Disability in the EU – a ‘paradigm shift’
Over recent decades, there has been a “paradigm shift” in the way disability rights are treated in the European Union with policy-makers now focussing on how to make society more inclusive of disabled people.
“We’ve come a very long way. If you go back to World War II and the emergence of the United Nations and the EU, disability was not really on the agenda even though there was an agenda for human rights, says Mark Priestley, a Professor of Disability Policy at the University of Leeds in the UK.
It was until the 1970s that disability issues started to make a mark on public dialogue. But back then it started off as an individual-focused issue. Care, rehabilitation and compensation were the lenses through which people with disability were viewed. The idea was that they needed to be given medication or treatment or state subsidies.
But more recently the emphasis has shifted to the “social model of disability.” Under this model it is the environment, rather than the person, that leads to the disadvantage that disabled people experience
“Take cerebral palsy,” says Priestley, “historically people would have said ‘we can see that those people get less education, they’re less likely to be employed, they’re more likely to live in poverty and the reason for that is because they have got cerebral palsy.”
“Now we’d be much more likely to say: ‘it’s because the environment is much more inaccessible to those who use wheelchairs, there are negative or discriminatory attitudes. So it is turning the whole discussion on its head by saying it is not the disabled person’s problem but a societal one.”
This model is much more compatible with EU powers. “The change in the philosophical paradigm opened up a space for the EU to become a much more significant actor,” says Priestley.
This change was coupled with disabled people becoming much more vocal about their rights.
In 1993, the European Commission sponsored the first ever ‘European Parliament of Disabled People’ to articulate the claims and needs of disability people.
Three years later, a report called “Invisible Citizens” by a group of human rights lawyers highlighted how, when it came to European law, disabled people simply did not exist.
This then led to disabled people being named for the first time in the 1997 Treaty of Amsterdam. It gave the EU the power to act on grounds of disability discrimination. “This was a turning point,” said Priestley.
In 2000, the EU agreed the directive on equal opportunities in employment. And over the past decade the Union has been focussing on what it can do at a regulatory level, such as easing accessibility in different areas of transport.
“It is about restructuring the single market to make it more accessible,” says Priestley. “That’s a huge shift from compensation and care to human rights and changing the environment.”
Other politically symbolic changes are happening too. The European Disability Forum, a pressure group set up in 1996, last year heralded a breakthrough when it had a meeting the presidents of the EU’s three most powerful institutions.
Meanwhile the European Union in 2011 ratified the UN’s convention on persons with disabilities. It was the first international human rights treaty that the EU signed as an entity rather than its member states. Aside from being politically important, it obliged the EU to ensure certain basic criteria within its own institutions.
Change in jargon
EU jargon has changed too. Instead of vague disability action plans, there is now the more concrete 10-year disability strategy.
Both the strategy and the UN convention offer a “huge opportunity” for the EU to be a positive force, says Priestley, particularly given the “retrenchment” witnessed in many member states due to austerity measures.
However there is only so much the EU can do without political will from member states. The so-called fourth anti-discrimination directive, tabled in 2008 and meant to boost minority rights in the services sector, has stalled.
One of the sticking points is making the service industry to be accessible to disabled people.
“It’s quite easy to sign up to political principle of equality for women and anti-racism. When you build disability into that, people go along with it but when you start to talk about what that actually means, such as reasonable accommodation, then people get scared.”
“I imagine it could take up to twenty years to get through,” says Priestley, looking to the timeline for a similar bill in the UK.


* **EXERCISE INSTRUCTIONS**
Copy all of the entries that follow, exactly.

[Dataset items]

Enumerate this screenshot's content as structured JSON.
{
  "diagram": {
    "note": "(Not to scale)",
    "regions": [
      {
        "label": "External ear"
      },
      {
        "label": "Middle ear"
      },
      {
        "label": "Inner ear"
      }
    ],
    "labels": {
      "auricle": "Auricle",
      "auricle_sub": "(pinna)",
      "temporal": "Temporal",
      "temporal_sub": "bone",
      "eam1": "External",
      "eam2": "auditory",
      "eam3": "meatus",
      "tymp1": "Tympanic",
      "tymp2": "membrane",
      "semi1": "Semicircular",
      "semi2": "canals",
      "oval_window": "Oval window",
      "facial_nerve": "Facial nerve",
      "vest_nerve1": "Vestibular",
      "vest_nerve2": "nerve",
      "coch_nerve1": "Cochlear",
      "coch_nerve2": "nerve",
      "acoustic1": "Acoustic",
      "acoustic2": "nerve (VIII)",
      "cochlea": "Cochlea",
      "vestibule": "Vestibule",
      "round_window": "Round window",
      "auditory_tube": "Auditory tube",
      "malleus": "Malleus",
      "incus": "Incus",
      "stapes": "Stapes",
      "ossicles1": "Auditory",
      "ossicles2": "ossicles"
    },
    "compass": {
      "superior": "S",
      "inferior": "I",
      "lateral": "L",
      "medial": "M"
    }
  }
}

* **RESPONSE TO THE EXERCISE**
Enumerate this screenshot's content as structured JSON.
{
  "diagram": {
    "note": "(Not to scale)",
    "regions": [
      {
        "label": "External ear"
      },
      {
        "label": "Middle ear"
      },
      {
        "label": "Inner ear"
      }
    ],
    "labels": {
      "auricle": "Auricle",
      "auricle_sub": "(pinna)",
      "temporal": "Temporal",
      "temporal_sub": "bone",
      "eam1": "External",
      "eam2": "auditory",
      "eam3": "meatus",
      "tymp1": "Tympanic",
      "tymp2": "membrane",
      "semi1": "Semicircular",
      "semi2": "canals",
      "oval_window": "Oval window",
      "facial_nerve": "Facial nerve",
      "vest_nerve1": "Vestibular",
      "vest_nerve2": "nerve",
      "coch_nerve1": "Cochlear",
      "coch_nerve2": "nerve",
      "acoustic1": "Acoustic",
      "acoustic2": "nerve (VIII)",
      "cochlea": "Cochlea",
      "vestibule": "Vestibule",
      "round_window": "Round window",
      "auditory_tube": "Auditory tube",
      "malleus": "Malleus",
      "incus": "Incus",
      "stapes": "Stapes",
      "ossicles1": "Auditory",
      "ossicles2": "ossicles"
    },
    "compass": {
      "superior": "S",
      "inferior": "I",
      "lateral": "L",
      "medial": "M"
    }
  }
}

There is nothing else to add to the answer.